[64] Vie, par Schmoeger, tome i., p. 484 et seq.
THE SON OF GOD, ARCHETYPAL BEAUTY.
My heart's voice is to thee, my Lord and Eternal King, Christ Jesus. The work of Thy hand dares to address Thee with loving boldness, for it yearns after Thy beauty, and longs to hear Thy voice. O Thou, my heart's desired One, how long must I bear Thy absence! How long must I sigh after Thee, and my eyes drop tears? O Lord, all love, all loveable, where dwellest Thou? Where is the place of Thy rest, where Thou reposest all joyful among Thy favorite ones, and satisfiest them with the revelations of Thy glory? How happy, how bright, how holy, how ardently to be longed for, is that place of perennial joys! My eye has never reached far enough, nor my heart soared high enough, to know the multitude of the sweetnesses which Thou hast stored up in it for Thy children. And yet I am supported by their fragrance, though I am far away from them. The breath of Thy sweetness comes to me from afar—a sweetness which to me exceeds the odour of balsam, and the breath of frankincense and myrrh, and every kind of sweet smell.—S. Anselm.
DANTE'S PURGATORIO.
CANTO ELEVENTH.
In the Ninth Canto Virgil declares to Dante: Tu sei omai al Purgatorio giunto-"Thou hast arrived at Purgatory now!" and it is not until the next Canto that the gate of Purgatory proper is unfolded to the poet. The first nine Cantos being preliminary, are by Italian critics called the Ante-Purgatorio.
In the first cornice of the true Purgatory, "La, dove 'l Purgatorio ha dritto inizio," Dante meets a procession of spirits crouching under great burdens of stone, in expiation of their sin of pride. As this Tenth Canto, however, is mostly occupied with an elaborate description of certain sculptures around the cornice, illustrative of the same deadly sin, and might be less interesting to the readers of The Catholic World, we proceed to the Eleventh, where we are introduced to the spirits of Omberto Aldobrandeschi, Oderisi the illuminator, and Provenzan Salvani, lord of Sienna. In Omberto the pride of birth is especially reproved; and in Salvani the pride of place, the arrogance of power. The sin of Oderisi is of the æsthetic order common to a period of larger culture. Himself an artist, whose fault was pride of art, he inveighs against the vanity of painters and of poets, and the emptiness of a present reputation.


Task description: Copy each line below holding "intercept".

Data:
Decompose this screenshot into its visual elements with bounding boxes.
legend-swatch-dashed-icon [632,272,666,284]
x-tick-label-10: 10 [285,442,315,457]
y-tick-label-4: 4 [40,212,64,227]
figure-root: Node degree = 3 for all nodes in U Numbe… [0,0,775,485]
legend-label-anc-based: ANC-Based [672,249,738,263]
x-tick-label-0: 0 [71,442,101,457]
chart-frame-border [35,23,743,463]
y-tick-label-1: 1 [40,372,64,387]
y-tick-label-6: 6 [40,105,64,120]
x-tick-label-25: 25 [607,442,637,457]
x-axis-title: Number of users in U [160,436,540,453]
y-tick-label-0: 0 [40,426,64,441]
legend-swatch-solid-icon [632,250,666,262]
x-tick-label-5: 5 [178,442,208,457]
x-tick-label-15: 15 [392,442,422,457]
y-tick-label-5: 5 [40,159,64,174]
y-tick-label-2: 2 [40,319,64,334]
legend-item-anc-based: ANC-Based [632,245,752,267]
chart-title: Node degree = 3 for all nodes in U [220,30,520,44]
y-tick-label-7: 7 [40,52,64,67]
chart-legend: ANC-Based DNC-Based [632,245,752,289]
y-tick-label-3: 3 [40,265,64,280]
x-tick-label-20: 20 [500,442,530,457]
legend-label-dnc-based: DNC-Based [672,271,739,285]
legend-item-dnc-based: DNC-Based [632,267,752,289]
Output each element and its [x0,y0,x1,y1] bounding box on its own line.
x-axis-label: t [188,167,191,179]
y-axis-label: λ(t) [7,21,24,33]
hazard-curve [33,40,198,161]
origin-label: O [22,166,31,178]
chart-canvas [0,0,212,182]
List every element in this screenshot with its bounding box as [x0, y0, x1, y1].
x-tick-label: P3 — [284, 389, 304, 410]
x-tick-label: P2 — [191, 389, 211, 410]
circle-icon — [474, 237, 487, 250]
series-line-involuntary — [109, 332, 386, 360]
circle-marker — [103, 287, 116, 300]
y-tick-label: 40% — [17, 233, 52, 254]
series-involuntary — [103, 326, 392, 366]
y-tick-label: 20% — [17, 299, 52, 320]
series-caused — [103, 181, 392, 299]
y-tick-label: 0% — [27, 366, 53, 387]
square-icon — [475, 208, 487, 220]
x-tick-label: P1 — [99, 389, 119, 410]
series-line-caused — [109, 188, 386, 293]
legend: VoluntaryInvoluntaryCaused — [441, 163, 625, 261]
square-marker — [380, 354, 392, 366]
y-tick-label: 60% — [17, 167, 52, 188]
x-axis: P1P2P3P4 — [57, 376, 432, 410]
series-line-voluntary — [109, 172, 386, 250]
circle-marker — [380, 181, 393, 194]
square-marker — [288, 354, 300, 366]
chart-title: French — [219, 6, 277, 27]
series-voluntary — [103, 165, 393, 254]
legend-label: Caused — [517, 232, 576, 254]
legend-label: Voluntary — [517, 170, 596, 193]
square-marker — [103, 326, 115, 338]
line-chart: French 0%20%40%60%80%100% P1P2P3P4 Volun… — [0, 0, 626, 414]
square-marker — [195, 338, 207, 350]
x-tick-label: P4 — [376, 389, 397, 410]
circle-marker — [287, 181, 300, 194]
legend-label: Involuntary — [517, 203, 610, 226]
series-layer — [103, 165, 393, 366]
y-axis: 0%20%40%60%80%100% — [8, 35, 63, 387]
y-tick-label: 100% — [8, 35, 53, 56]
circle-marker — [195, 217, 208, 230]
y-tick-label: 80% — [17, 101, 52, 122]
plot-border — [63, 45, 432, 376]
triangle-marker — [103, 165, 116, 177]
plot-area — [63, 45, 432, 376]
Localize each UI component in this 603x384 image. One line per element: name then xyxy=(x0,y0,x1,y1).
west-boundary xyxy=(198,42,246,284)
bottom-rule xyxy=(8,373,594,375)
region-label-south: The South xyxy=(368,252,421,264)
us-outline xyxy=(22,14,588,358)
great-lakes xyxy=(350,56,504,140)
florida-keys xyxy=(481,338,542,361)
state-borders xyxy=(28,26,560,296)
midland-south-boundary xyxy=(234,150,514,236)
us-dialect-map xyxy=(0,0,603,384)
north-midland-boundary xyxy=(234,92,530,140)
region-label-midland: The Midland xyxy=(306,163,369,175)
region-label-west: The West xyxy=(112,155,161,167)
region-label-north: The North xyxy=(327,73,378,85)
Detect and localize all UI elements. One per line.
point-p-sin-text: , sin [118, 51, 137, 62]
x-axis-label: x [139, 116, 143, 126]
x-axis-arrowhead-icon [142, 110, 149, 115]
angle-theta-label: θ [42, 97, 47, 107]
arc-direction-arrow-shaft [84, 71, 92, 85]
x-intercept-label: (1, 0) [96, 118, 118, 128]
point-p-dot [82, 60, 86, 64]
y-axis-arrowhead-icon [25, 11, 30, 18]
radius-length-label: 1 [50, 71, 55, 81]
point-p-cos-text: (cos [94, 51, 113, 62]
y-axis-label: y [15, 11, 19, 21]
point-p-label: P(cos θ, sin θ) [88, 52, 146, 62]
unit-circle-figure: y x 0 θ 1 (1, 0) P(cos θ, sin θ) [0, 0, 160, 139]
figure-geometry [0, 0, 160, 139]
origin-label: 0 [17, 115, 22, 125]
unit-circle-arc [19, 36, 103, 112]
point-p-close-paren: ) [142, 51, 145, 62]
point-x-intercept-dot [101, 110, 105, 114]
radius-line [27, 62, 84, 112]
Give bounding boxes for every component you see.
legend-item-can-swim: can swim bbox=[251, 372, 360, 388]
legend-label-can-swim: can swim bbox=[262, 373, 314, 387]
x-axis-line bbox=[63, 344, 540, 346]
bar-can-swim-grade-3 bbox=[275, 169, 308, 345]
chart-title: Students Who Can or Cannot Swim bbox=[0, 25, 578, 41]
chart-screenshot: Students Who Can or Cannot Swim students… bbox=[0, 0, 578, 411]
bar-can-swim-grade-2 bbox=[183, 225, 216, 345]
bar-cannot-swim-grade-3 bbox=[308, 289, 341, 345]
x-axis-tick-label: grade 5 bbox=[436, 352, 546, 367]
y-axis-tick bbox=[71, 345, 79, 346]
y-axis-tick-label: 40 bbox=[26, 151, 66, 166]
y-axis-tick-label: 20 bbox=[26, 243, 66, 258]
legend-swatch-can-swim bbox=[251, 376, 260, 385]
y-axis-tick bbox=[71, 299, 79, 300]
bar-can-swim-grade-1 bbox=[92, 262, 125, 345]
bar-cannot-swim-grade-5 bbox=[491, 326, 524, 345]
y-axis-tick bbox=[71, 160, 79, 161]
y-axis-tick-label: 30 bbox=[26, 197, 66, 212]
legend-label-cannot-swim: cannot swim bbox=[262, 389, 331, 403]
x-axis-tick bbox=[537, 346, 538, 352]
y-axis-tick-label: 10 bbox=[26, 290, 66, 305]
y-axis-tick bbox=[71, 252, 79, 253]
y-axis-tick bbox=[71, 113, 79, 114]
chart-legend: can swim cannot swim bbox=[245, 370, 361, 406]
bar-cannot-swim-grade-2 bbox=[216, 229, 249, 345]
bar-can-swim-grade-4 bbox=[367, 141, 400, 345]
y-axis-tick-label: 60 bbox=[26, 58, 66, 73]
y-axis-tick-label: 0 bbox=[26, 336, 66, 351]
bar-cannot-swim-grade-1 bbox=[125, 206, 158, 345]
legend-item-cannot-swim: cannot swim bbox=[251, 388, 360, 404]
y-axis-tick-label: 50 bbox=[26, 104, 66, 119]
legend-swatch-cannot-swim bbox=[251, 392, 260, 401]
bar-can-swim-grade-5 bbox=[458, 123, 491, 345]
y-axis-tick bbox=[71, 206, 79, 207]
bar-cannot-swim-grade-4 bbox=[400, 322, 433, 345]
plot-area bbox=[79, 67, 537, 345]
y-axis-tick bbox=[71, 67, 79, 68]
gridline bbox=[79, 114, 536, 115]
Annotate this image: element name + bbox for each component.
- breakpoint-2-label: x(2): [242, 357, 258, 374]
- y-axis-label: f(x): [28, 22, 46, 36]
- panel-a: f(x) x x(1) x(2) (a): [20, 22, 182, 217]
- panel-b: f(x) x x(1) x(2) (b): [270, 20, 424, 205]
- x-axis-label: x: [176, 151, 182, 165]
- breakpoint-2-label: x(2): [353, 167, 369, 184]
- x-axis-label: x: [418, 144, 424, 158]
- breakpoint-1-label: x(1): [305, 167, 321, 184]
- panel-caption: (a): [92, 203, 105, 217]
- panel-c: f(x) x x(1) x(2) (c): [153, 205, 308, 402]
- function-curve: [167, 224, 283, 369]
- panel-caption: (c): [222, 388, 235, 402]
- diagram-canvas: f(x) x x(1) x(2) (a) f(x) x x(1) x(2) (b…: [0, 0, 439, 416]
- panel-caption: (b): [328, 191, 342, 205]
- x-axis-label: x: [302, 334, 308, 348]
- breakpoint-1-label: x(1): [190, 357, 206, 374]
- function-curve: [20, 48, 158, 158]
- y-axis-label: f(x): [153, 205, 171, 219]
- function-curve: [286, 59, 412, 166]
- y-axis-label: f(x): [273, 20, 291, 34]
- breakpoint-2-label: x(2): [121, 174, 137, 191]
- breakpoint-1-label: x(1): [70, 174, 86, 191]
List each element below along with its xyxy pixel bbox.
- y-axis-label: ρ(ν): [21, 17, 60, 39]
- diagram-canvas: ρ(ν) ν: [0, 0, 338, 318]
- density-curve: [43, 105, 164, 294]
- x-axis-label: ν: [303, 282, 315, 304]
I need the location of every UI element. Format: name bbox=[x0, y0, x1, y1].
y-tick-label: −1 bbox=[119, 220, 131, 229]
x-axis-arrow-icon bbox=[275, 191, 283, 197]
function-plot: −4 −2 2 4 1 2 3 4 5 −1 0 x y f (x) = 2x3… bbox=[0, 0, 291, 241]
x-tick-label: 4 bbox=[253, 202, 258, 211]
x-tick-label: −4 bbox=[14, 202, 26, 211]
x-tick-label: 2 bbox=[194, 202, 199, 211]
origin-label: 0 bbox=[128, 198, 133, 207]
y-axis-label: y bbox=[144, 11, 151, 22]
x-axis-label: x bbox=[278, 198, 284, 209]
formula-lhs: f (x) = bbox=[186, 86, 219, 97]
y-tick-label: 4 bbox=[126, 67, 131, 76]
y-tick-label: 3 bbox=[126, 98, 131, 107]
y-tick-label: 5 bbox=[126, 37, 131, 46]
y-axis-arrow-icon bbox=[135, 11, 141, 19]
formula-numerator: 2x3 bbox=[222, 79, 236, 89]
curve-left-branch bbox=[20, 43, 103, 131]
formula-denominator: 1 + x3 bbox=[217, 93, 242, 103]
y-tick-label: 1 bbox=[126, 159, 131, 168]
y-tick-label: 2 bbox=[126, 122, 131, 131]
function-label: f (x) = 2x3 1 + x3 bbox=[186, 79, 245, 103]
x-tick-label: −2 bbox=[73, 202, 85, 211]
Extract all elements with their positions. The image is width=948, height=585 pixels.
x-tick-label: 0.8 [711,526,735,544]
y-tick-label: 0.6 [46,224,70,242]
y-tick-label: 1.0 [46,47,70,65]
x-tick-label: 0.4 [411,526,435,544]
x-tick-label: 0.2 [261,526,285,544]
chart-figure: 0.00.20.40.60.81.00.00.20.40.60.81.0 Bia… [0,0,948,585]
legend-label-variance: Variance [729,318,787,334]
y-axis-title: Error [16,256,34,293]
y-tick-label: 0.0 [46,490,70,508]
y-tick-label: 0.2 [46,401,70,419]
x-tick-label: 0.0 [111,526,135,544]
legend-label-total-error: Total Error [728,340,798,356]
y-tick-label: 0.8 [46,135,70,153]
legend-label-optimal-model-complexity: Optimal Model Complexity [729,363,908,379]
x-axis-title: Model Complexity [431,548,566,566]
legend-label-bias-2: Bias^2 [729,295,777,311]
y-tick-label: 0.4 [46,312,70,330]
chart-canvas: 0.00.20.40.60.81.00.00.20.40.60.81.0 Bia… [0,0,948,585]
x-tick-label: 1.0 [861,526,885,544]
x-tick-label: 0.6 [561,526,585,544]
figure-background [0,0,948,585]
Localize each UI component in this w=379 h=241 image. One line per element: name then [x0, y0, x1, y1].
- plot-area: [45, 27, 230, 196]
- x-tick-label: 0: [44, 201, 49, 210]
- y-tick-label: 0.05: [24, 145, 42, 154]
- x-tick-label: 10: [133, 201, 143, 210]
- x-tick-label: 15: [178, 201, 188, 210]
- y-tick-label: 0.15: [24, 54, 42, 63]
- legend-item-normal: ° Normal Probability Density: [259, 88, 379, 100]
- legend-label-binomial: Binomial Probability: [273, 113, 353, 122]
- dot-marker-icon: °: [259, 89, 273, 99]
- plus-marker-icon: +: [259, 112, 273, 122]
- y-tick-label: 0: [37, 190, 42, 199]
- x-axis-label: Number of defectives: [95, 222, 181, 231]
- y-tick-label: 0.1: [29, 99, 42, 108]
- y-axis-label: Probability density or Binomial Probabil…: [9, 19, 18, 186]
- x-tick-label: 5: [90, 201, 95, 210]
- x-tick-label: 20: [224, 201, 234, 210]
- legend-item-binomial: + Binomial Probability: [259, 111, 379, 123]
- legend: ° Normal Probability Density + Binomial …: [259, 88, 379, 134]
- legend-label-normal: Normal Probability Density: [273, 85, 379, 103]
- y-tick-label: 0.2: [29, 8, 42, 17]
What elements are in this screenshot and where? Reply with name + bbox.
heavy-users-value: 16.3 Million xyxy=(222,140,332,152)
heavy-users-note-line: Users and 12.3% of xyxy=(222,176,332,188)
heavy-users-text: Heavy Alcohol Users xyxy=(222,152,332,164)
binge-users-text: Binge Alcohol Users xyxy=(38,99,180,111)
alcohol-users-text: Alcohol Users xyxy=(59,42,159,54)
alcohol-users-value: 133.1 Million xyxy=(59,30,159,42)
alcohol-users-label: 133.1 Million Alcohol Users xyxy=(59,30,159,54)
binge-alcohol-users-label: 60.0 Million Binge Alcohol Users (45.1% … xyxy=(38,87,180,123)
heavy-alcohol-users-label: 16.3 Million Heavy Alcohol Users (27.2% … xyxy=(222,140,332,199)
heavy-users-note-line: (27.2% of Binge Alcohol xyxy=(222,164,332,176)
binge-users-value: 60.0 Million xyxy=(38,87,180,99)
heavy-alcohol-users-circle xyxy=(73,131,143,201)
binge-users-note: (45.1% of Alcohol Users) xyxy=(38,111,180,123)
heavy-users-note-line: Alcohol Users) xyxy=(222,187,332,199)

Reply:
x-intercept-label: (1, 0) [96, 118, 118, 128]
point-x-intercept-dot [101, 110, 105, 114]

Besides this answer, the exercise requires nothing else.